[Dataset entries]
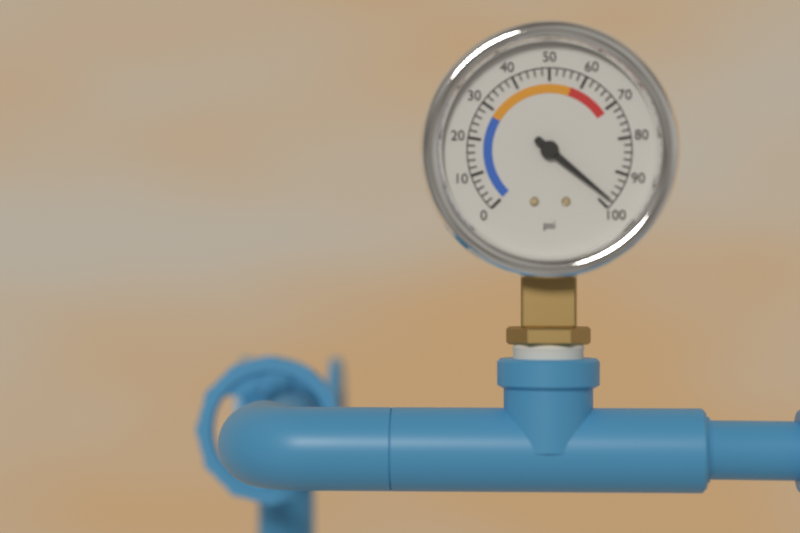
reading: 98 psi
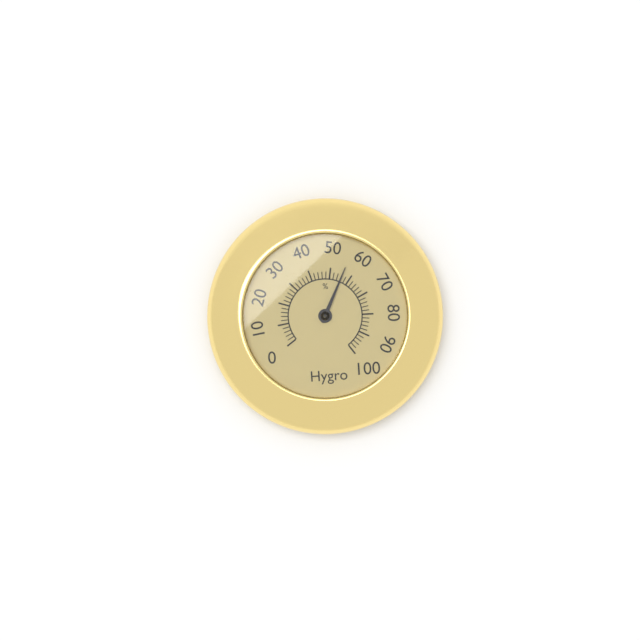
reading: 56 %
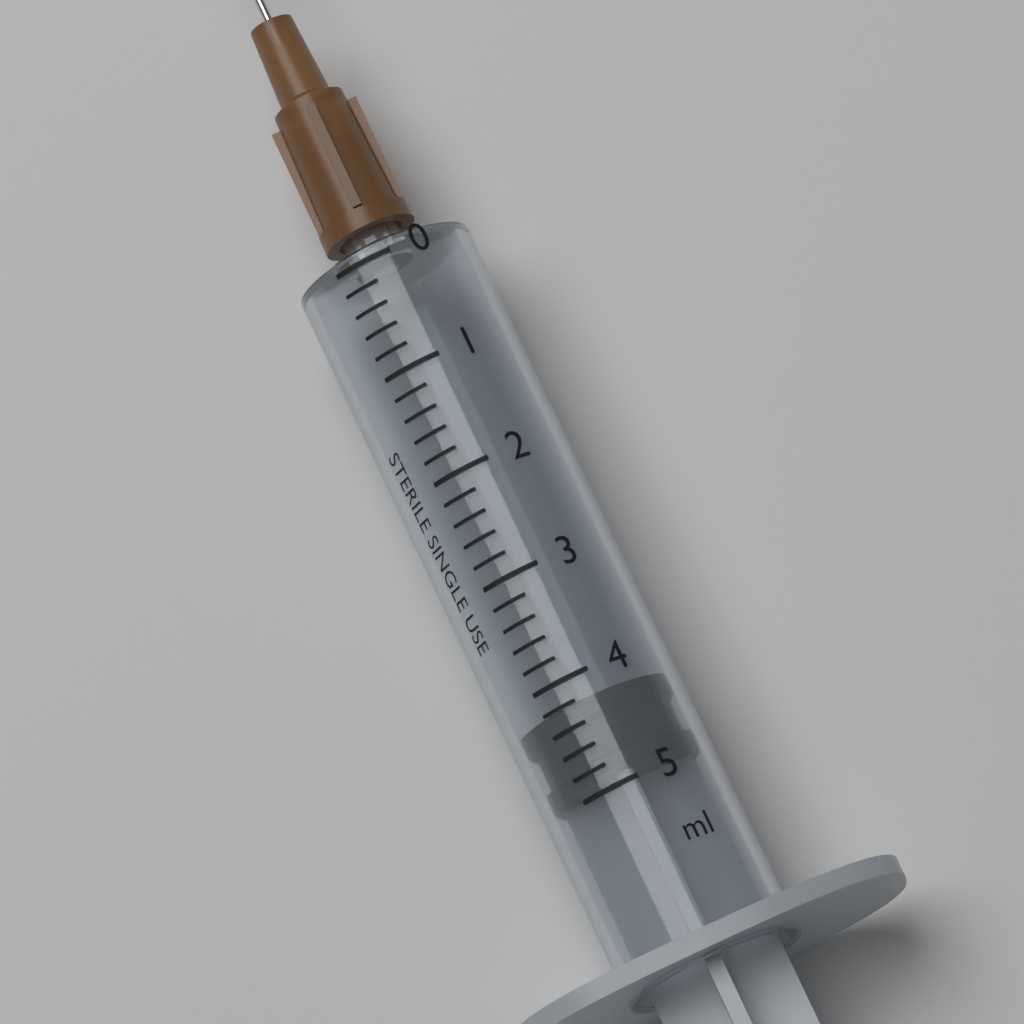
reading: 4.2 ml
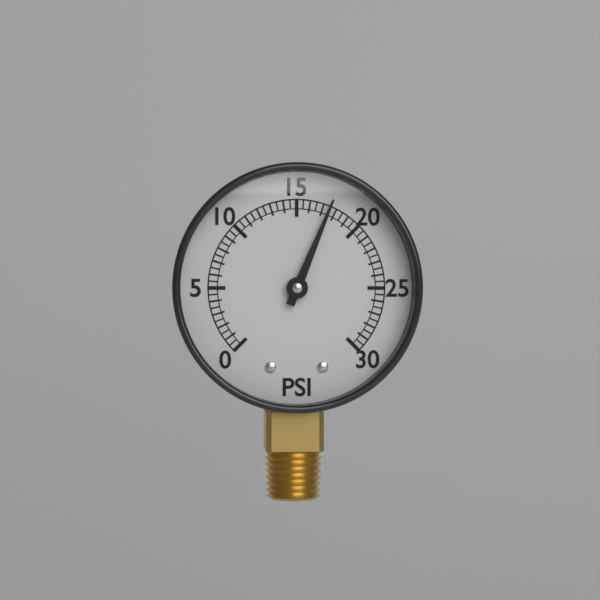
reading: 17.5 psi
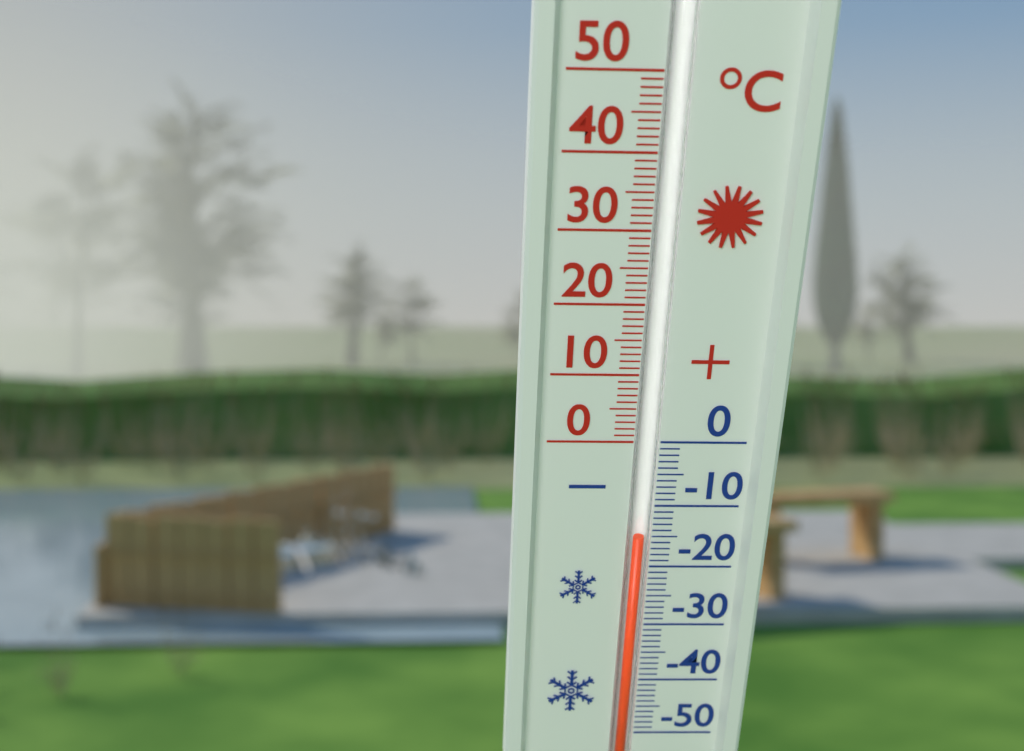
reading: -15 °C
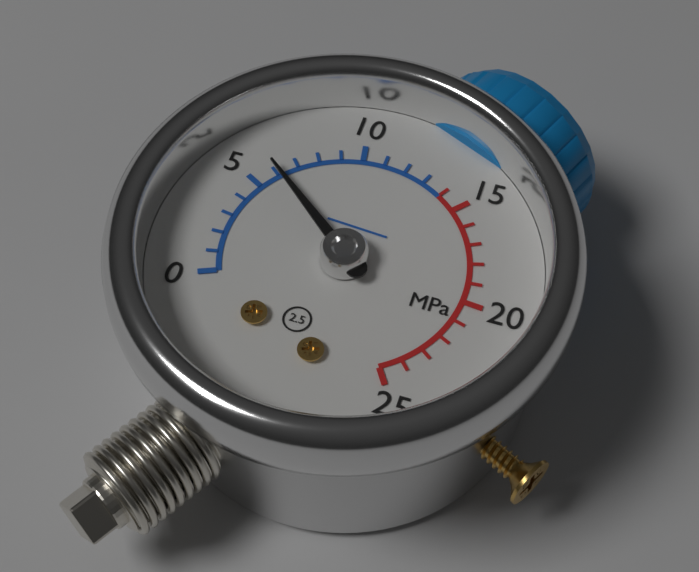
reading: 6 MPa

Work to be completed → Whenever images occur above, omit them and retype each line exactly as it stands.

Response →
reading: 98 psi
reading: 56 %
reading: 4.2 ml
reading: 17.5 psi
reading: -15 °C
reading: 6 MPa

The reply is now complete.